Put conduit or better, trunking around the top of your wall and drop 20 or 25mm conduit down to your sockets as required.
For a diy workshop, plastic is good enough.
Keep as much of your wall clear as possible. My walls are covered in shelving, french cleats, wall mounter air filter, wall mounted motor drives, etc, so place your conduit drops where they won't overly restrict your use of the walls. Eg on narrower features of the walls or between your storage.
Take time to plan this and have your workshop layout figured first.
Surface mounted outlets, conduits etc can be reconfigured if you have a major revision of your shop layout. Wire it up in what electricians call "singles". Individual reels or brown, blue and green/yellow wire. The conduit serves in place of the sheath on ordinary twin and earth wiring.
Use metalclad double power sockets in surface mount boxes.
Include one or two strategically placed 16A blue CE sockets if you are likely to use machines with bigger than 1500-1600W induction motors. These should be "switched, interlocked" types that lock the plug into the socket when you turn them on.
A trick for a small shop if you need a power point above a bench or wherever is to fit a fused switched outlet high on the wall or even the ceiling, and wire a blue CE 16A trailing socket into that on a couple of feet of flex. This limits you to 13A but protects the circuit as CE plugs and sockets don't have a fuse like a normal mains plug. The trailing socket can then be hung from the ceiling on a short length of chain. This is handy if for instance you want to plug in an orbital sander. My pillar drill is plugged into one of these.
Using CE connectors here isn't about power, it's because they are physically robust and have a sprung cover which acts as a latch to hold the plug in place. They also often have a strong eye on the side where a chain or cord can be connected.
Finally, once the wall is covered in benches and storage, access to the lower part of the wall is awkward. I have no power outlets on the lower half of my walls. Every socket is above bench height plus a few extra inches so the cords have room to hang and bend before they hit a surface. Install them like you would the sockets above your kitchen worktop.
A few vine eye type metal eyelets screwed into the ceiling timbers is handy for suspending cables. If I need an extension cable, like as not it gets plugged into a 16A switched socket or one of the suspended ones I mentioned, then I string the flex from eyelet to eyelet across the ceiling with a quick cord tie. The huge advantage of this is that the cord doesn't drag across machines or work surfaces, nor is it on the floor which is already small enough and I'm not stomping or tripping on it.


» **TASK INSTRUCTIONS**
Which of the lines below include "pixels"? Each one should be copied out.

» **AVAILABLE RECORDS**
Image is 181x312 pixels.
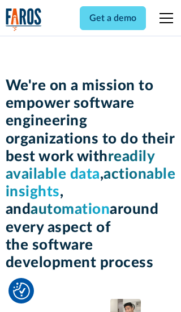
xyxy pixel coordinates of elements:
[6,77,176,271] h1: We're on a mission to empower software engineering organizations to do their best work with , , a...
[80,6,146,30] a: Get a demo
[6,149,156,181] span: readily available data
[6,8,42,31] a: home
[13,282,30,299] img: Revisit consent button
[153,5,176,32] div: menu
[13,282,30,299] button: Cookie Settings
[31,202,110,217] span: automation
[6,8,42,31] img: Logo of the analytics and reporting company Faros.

---

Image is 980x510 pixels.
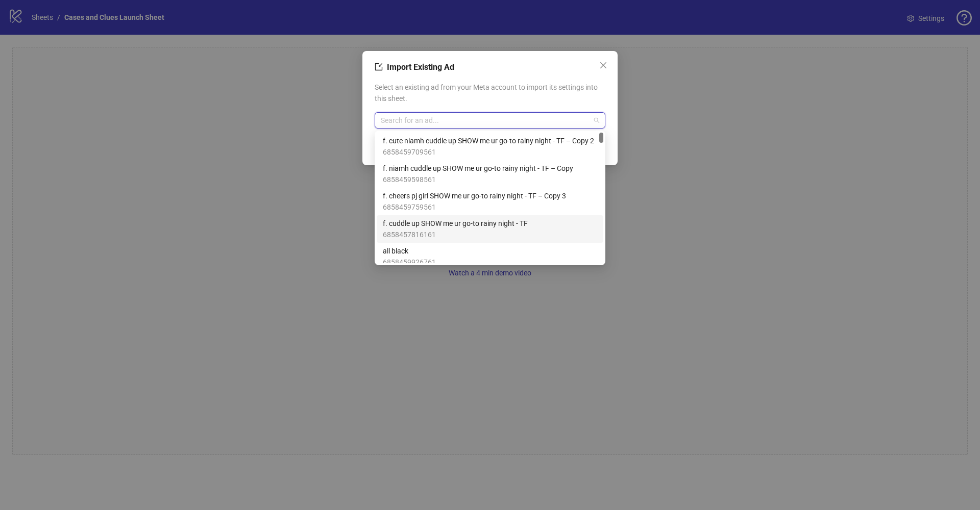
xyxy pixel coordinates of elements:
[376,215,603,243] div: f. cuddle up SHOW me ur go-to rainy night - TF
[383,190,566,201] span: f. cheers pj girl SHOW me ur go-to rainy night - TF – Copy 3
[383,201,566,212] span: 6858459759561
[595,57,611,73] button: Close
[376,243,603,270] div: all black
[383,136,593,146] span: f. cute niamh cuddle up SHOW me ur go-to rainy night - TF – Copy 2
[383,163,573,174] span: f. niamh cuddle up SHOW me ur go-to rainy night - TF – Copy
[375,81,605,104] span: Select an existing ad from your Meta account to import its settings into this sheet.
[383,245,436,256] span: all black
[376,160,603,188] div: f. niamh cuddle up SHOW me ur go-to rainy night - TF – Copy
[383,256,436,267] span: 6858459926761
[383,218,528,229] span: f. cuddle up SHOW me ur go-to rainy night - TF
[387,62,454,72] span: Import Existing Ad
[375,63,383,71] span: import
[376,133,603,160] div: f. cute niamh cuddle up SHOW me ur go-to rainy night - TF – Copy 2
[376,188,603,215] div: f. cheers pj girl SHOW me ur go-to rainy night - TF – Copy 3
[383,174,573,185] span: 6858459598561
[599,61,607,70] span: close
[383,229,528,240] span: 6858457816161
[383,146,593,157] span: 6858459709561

---

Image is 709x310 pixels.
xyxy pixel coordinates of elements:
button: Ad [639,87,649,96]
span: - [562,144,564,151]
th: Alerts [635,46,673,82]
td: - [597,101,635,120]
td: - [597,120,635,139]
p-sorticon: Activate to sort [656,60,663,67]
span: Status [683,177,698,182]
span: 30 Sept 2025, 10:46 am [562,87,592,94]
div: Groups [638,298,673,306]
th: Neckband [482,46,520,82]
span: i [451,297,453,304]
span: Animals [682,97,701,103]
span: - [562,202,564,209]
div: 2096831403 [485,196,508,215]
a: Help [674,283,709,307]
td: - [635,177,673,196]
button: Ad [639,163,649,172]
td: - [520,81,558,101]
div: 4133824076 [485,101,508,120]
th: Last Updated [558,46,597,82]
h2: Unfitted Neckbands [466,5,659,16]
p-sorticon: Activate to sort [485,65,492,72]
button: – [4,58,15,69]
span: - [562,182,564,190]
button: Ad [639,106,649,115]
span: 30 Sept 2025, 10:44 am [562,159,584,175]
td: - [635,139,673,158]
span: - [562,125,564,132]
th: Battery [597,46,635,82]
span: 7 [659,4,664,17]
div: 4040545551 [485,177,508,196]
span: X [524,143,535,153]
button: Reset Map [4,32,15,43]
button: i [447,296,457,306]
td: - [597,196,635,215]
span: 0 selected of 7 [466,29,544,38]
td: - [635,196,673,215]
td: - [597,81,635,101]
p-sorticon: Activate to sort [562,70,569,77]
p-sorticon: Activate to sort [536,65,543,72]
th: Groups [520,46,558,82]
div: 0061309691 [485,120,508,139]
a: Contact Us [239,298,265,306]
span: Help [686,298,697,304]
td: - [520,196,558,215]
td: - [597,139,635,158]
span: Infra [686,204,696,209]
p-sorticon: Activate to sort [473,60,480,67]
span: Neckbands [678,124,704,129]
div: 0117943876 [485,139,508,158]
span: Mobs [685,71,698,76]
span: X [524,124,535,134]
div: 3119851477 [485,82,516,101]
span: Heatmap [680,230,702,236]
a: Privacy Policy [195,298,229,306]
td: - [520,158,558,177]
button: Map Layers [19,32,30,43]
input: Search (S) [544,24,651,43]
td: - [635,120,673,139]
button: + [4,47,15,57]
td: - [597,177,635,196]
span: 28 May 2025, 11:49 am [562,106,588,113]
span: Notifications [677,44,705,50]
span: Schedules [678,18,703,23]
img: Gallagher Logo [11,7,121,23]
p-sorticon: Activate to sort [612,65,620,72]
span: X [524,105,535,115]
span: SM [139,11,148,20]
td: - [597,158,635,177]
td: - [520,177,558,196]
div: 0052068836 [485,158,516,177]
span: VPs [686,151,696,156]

» **FINISHED TASK**
Image is 181x312 pixels.
Image is 980x510 pixels.
Image is 709x310 pixels.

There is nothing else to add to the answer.